I am a child of love
I profess the religion of love,
Love is my religion and my faith.
My mother is love
My father is love
My prophet is love
My God is love
I am a child of love
I have come only to speak of love
- Jalaluddin Rumi
Killing Shias is not jihad – stop this carnage in Pakistan
Mazhub – a voice for peaceful South Asia
In 2006, I read this brilliant poem by Brijinder"Sagar (found here on Adnan's brilliant site). I had kept it with me for an adequate translation. I have been unable to do justice and therefore I will rework my draft to post here. In the meantime, this poem will be accessible to Urdu-Hindustani speakers. This poem is about bigotry and extremism in the name of religion that has overtaken India as well as other South Asian countries. Pakistan is no exception and Bangladesh is also witnessing the rise of Islamism, though not as alarming as India and Pakistan. Sri Lanka has also seen ethnic warfare, different in its manifestation but akin to the violence and death that comes in its wake.

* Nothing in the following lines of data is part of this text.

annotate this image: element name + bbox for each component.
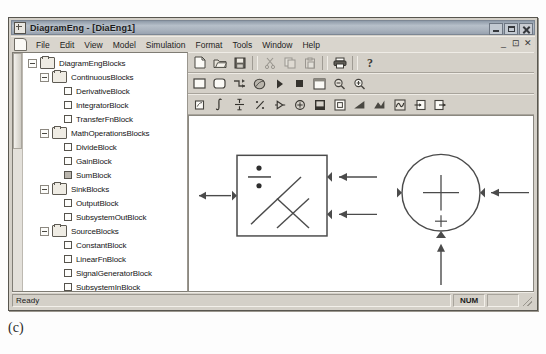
transfer-fn-block-button[interactable]: [230, 96, 249, 114]
print-button[interactable]: [330, 54, 349, 72]
status-pane-num-label: NUM: [460, 296, 478, 305]
tree-node-continuousblocks[interactable]: ContinuousBlocks: [25, 70, 187, 84]
integrator-block-button[interactable]: [210, 96, 229, 114]
subsystem-block-button[interactable]: [430, 96, 449, 114]
tree-expander-minus-icon[interactable]: [40, 129, 49, 138]
gain-block-button[interactable]: [270, 96, 289, 114]
tree-node-subsystemoutblock[interactable]: SubsystemOutBlock: [25, 210, 187, 224]
tree-node-label: SourceBlocks: [71, 227, 119, 236]
resize-grip[interactable]: [521, 295, 533, 307]
tree-node-transferfnblock[interactable]: TransferFnBlock: [25, 112, 187, 126]
linear-fn-block-button[interactable]: [370, 96, 389, 114]
diagram-canvas[interactable]: [188, 115, 534, 292]
tree-expander-minus-icon[interactable]: [40, 73, 49, 82]
menu-item-help[interactable]: Help: [297, 39, 324, 51]
tree-node-constantblock[interactable]: ConstantBlock: [25, 238, 187, 252]
tree-node-sinkblocks[interactable]: SinkBlocks: [25, 182, 187, 196]
sum-block-button[interactable]: [290, 96, 309, 114]
divide-block-button[interactable]: [250, 96, 269, 114]
tree-node-gainblock[interactable]: GainBlock: [25, 154, 187, 168]
maximize-button[interactable]: [504, 23, 518, 35]
subsystem-in-block-button[interactable]: [410, 96, 429, 114]
cut-button[interactable]: [260, 54, 279, 72]
svg-text:?: ?: [367, 56, 373, 69]
menu-item-simulation[interactable]: Simulation: [141, 39, 191, 51]
run-simulation-button[interactable]: [270, 75, 289, 93]
mdi-close-button[interactable]: ✕: [523, 38, 532, 48]
ellipse-button[interactable]: [250, 75, 269, 93]
menu-item-model[interactable]: Model: [108, 39, 141, 51]
client-area: DiagramEngBlocksContinuousBlocksDerivati…: [12, 52, 534, 292]
title-bar[interactable]: DiagramEng - [DiaEng1]: [11, 20, 535, 35]
divide-dot-top: [256, 166, 261, 171]
tree-node-derivativeblock[interactable]: DerivativeBlock: [25, 84, 187, 98]
connection-button[interactable]: [230, 75, 249, 93]
derivative-block-button[interactable]: [190, 96, 209, 114]
tree-node-sumblock[interactable]: SumBlock: [25, 168, 187, 182]
sum-block-input-port-bottom: [436, 231, 446, 238]
output-block-button[interactable]: [310, 96, 329, 114]
menu-item-file[interactable]: File: [31, 39, 55, 51]
minimize-button[interactable]: [489, 23, 503, 35]
tree-expander-minus-icon[interactable]: [40, 227, 49, 236]
tree-node-linearfnblock[interactable]: LinearFnBlock: [25, 252, 187, 266]
status-pane-extra: [487, 294, 519, 307]
model-toolbar: [188, 73, 534, 94]
tree-expander-minus-icon[interactable]: [28, 59, 37, 68]
menu-bar: File Edit View Model Simulation Format T…: [11, 36, 535, 52]
help-button[interactable]: ?: [360, 54, 379, 72]
menu-item-view[interactable]: View: [79, 39, 107, 51]
tree-node-label: IntegratorBlock: [76, 101, 128, 110]
zoom-out-button[interactable]: [330, 75, 349, 93]
connection-to-divide-input-2-arrowhead: [339, 210, 347, 218]
new-subsystem-button[interactable]: [210, 75, 229, 93]
subsystem-out-block-button[interactable]: [330, 96, 349, 114]
new-block-button[interactable]: [190, 75, 209, 93]
copy-button[interactable]: [280, 54, 299, 72]
toolbar-separator: [252, 56, 258, 70]
menu-item-edit[interactable]: Edit: [55, 39, 80, 51]
tree-node-sourceblocks[interactable]: SourceBlocks: [25, 224, 187, 238]
blocks-tree-panel: DiagramEngBlocksContinuousBlocksDerivati…: [12, 52, 188, 292]
tree-vertical-scrollbar[interactable]: [13, 53, 23, 291]
open-file-button[interactable]: [210, 54, 229, 72]
close-button[interactable]: [519, 23, 533, 35]
tree-spacer: [52, 115, 61, 124]
paste-button[interactable]: [300, 54, 319, 72]
tree-node-label: TransferFnBlock: [76, 115, 133, 124]
stop-simulation-button[interactable]: [290, 75, 309, 93]
tree-node-label: DivideBlock: [76, 143, 117, 152]
blocks-tree[interactable]: DiagramEngBlocksContinuousBlocksDerivati…: [23, 53, 187, 291]
tree-node-divideblock[interactable]: DivideBlock: [25, 140, 187, 154]
connection-sum-input-bottom-arrowhead: [437, 244, 445, 252]
tree-spacer: [52, 87, 61, 96]
menu-item-tools[interactable]: Tools: [227, 39, 257, 51]
menu-item-format[interactable]: Format: [190, 39, 227, 51]
tree-expander-minus-icon[interactable]: [40, 185, 49, 194]
tree-node-signalgeneratorblock[interactable]: SignalGeneratorBlock: [25, 266, 187, 280]
tree-node-subsysteminblock[interactable]: SubsystemInBlock: [25, 280, 187, 292]
signal-generator-block-button[interactable]: [390, 96, 409, 114]
menu-item-window[interactable]: Window: [257, 39, 297, 51]
folder-icon: [52, 225, 67, 237]
simulation-parameters-button[interactable]: [310, 75, 329, 93]
status-bar: Ready NUM: [12, 292, 534, 308]
tree-node-diagramengblocks[interactable]: DiagramEngBlocks: [25, 56, 187, 70]
document-icon: [14, 38, 27, 51]
tree-node-integratorblock[interactable]: IntegratorBlock: [25, 98, 187, 112]
tree-spacer: [52, 255, 61, 264]
figure-container: DiagramEng - [DiaEng1] File Edit View Mo…: [0, 0, 546, 354]
mdi-restore-button[interactable]: ⊡: [511, 38, 520, 48]
tree-spacer: [52, 283, 61, 292]
tree-spacer: [52, 199, 61, 208]
mdi-minimize-button[interactable]: _: [499, 38, 508, 48]
block-icon: [64, 269, 72, 277]
save-file-button[interactable]: [230, 54, 249, 72]
new-file-button[interactable]: [190, 54, 209, 72]
constant-block-button[interactable]: [350, 96, 369, 114]
zoom-in-button[interactable]: [350, 75, 369, 93]
scrollbar-thumb[interactable]: [13, 53, 22, 149]
tree-node-mathoperationsblocks[interactable]: MathOperationsBlocks: [25, 126, 187, 140]
toolbar-separator: [322, 56, 328, 70]
tree-node-outputblock[interactable]: OutputBlock: [25, 196, 187, 210]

In such a charged environment, voices for peace are delightful.
SadioN ki pehchaanaiN sub bhool aayaayMuslimness – shifting boundaries
Muslimness is an elusive state of being. There are watertight strictures of the theological identity defined by men, interpreted as the Sharia, on the one hand; and the broad political and cultural sense of the self, on the other. Identity, in any case, is a messy affair: shifty, shifting and eventually, imagined. While 9/11 placed Muslims at the centre stage of global politics, the broth had already been simmering in the cauldrons of biased academe and pop reality mirrored through the blood-thirsty lens of corporate media.

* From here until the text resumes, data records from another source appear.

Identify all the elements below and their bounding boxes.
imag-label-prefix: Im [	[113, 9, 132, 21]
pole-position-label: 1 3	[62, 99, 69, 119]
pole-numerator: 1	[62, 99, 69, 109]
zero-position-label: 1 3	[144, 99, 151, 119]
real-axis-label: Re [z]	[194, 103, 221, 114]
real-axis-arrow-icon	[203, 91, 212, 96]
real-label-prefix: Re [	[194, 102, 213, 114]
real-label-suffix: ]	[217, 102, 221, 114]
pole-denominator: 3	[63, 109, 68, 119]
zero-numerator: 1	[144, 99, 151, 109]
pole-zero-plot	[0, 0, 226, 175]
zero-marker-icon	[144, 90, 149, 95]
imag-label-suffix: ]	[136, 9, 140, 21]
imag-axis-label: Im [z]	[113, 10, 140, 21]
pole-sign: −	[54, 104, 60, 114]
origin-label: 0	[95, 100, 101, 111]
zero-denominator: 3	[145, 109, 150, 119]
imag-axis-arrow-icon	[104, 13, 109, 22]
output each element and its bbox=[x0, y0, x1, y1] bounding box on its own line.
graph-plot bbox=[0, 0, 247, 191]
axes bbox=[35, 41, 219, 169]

So what is it to be a Muslim? An inflexible bag of rituals? Or a cultural sense of belonging or a deeper dogma ingrained in young minds? I have never considered myself anything but a believer, a ‘practicing Muslim’. This has never been at variance with my secular and inclusive pretensions, despite the fact that the clergy in my country considers secularism akin to atheism, a sort of mirror image of the Pakistani political foundation. The clerics translate secular as la-deen , at best irreligious, and at worst, godless.
Ironical that this business of religious identity is articulated in a land that was the crucible of the secular Indus Valley civilization, non-militant Buddhism and a peculiar version of South Asian Islam that spread via the Sufi khanqahs and was a sort of amalgam of the Central Asian with the ancient South Asian. Even more ironical is the reality, neglected and veiled, that lived Islam is located around dargahs , tribal codes and customs which are irreligious in their own way. But who cares? Referred to as the world’s most dangerous country, Pakistan, according to the pundits of global opinion, is a haven for Islamic terrorists. Collateral damage, therefore, is kosher and a necessity to undo the unstated part of the ‘axis of evil’.

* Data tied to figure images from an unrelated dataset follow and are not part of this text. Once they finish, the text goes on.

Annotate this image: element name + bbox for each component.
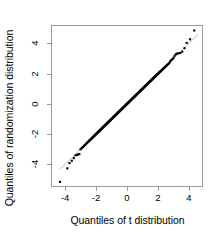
- y-tick-mark: [47, 74, 51, 75]
- y-tick-mark: [47, 134, 51, 135]
- data-point: [186, 42, 188, 44]
- x-tick-mark: [127, 187, 128, 191]
- scatter-points: [59, 29, 195, 182]
- plot-area: [51, 25, 203, 187]
- x-tick-label: 0: [117, 192, 137, 203]
- data-point: [183, 47, 185, 49]
- y-tick-label: -2: [29, 125, 41, 143]
- x-axis-label: Quantiles of t distribution: [51, 214, 204, 226]
- y-tick-label: -4: [29, 155, 41, 173]
- x-tick-label: -4: [55, 192, 75, 203]
- y-tick-mark: [47, 43, 51, 44]
- x-tick-mark: [96, 187, 97, 191]
- data-point: [68, 162, 70, 164]
- x-tick-label: 2: [148, 192, 168, 203]
- data-point: [173, 57, 175, 59]
- data-point: [193, 29, 195, 31]
- data-point: [181, 51, 183, 53]
- qq-plot-figure: Quantiles of randomization distribution …: [0, 0, 220, 236]
- x-tick-mark: [65, 187, 66, 191]
- data-point: [59, 181, 61, 183]
- data-point: [78, 153, 80, 155]
- x-tick-mark: [189, 187, 190, 191]
- y-axis-label: Quantiles of randomization distribution: [0, 0, 18, 236]
- y-tick-label: 4: [29, 34, 41, 52]
- x-tick-label: -2: [86, 192, 106, 203]
- x-tick-mark: [158, 187, 159, 191]
- data-point: [189, 38, 191, 40]
- plot-canvas: [52, 26, 202, 186]
- data-point: [73, 157, 75, 159]
- y-tick-label: 2: [29, 65, 41, 83]
- data-point: [66, 167, 68, 169]
- x-tick-label: 4: [179, 192, 199, 203]
- data-point: [179, 52, 181, 54]
- y-tick-label: 0: [29, 95, 41, 113]
- y-tick-mark: [47, 104, 51, 105]
- y-tick-mark: [47, 164, 51, 165]
- data-point: [71, 160, 73, 162]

Labels and more labels. On the global shelves such products sell well and work in favour of a war machine hungry for energy resources, territory and blood.
Chal Way Bullehya Chal O’thay Chaliyay – Let’s go where everyone is blind
Pakistani blasphemy laws should be repealed
This is a pertinent post on my blog-zine Pak Tea House. Readers should take a closer look.
It is therefore quite clear that what is purported to be some sort of a defence against blasphemy has become a vehicle of oppression and persecution of minorities in Pakistan. These laws are the most draconian in the world and have no justification even in Islamic jurisprudence. It is time- as one Pakistani MNA said- to repeal them for they have done more harm to Pakistan, Islam and humanity then good. Indeed they haven’t done any good but have only reinforced negative stereotypes about Islam
Conversations with History
This is quite an interesting account. Am posting it for the readers - Eid Mubarak
[youtube=http://www.youtube.com/watch?v=kfAGnxKfwOg]
Virginia synagogue doubles as mosque for Ramadan
Out, Out, Damned Atheists – Karen Armstrong weighs in on God
Religion of the heart
RAKSHANDA JALIL writing heremendicants. While Ajmer and Nagaur remained important centres of the Chistiya silsila, Delhi was fast gaining popularity as the axis of the Islamic east. And it was to Delhi that they came – to set up hospices, to gather the faithful around them, and to spread the word about a new kind of Islam. In the years to come, the Islam of the Sufis spread
Sacred Kerala–Transcending Communal Boundaries
Book Review
Name of the Book: Sacred Kerala—A Spiritual Journey
Author: Dominique-Sila Khan
Publisher: Penguin, New Delhi, 2009
Reviewed by: Yoginder Sikand
The southern Indian state of Kerala has a unique population mix. A little less than half of Kerala’s inhabitants are Hindus, who belong to various castes. The rest are Muslims and Christians, in roughly equal number, and a miniscule number of Jews, who form India’s oldest Jewish community. In contrast to much of north India, inter-community relations in Kerala have always been fairly harmonious, although the situation is beginning to change today. At the popular level, economic and social ties and inter-dependence between Kerala’s different religious communities have given birth to a strong sense of Malayali identity that transcends religious boundaries. This has been facilitated by the use of the Malayalam language by all of the state’s communities as well as a long-standing tradition of religious overlapping or shared religious identities, which is what this fascinating book is all about.
Bauls of Bengal
Found this translation and music video here
The famous Bengali author Rabindranath Tagore was influenced by Bauls. He translated the following Baul verse into English in his book The Religion of Man. The quote highlights the mystic Sufi focus on celestial love:
Where shall I meet him, the Man of my Heart?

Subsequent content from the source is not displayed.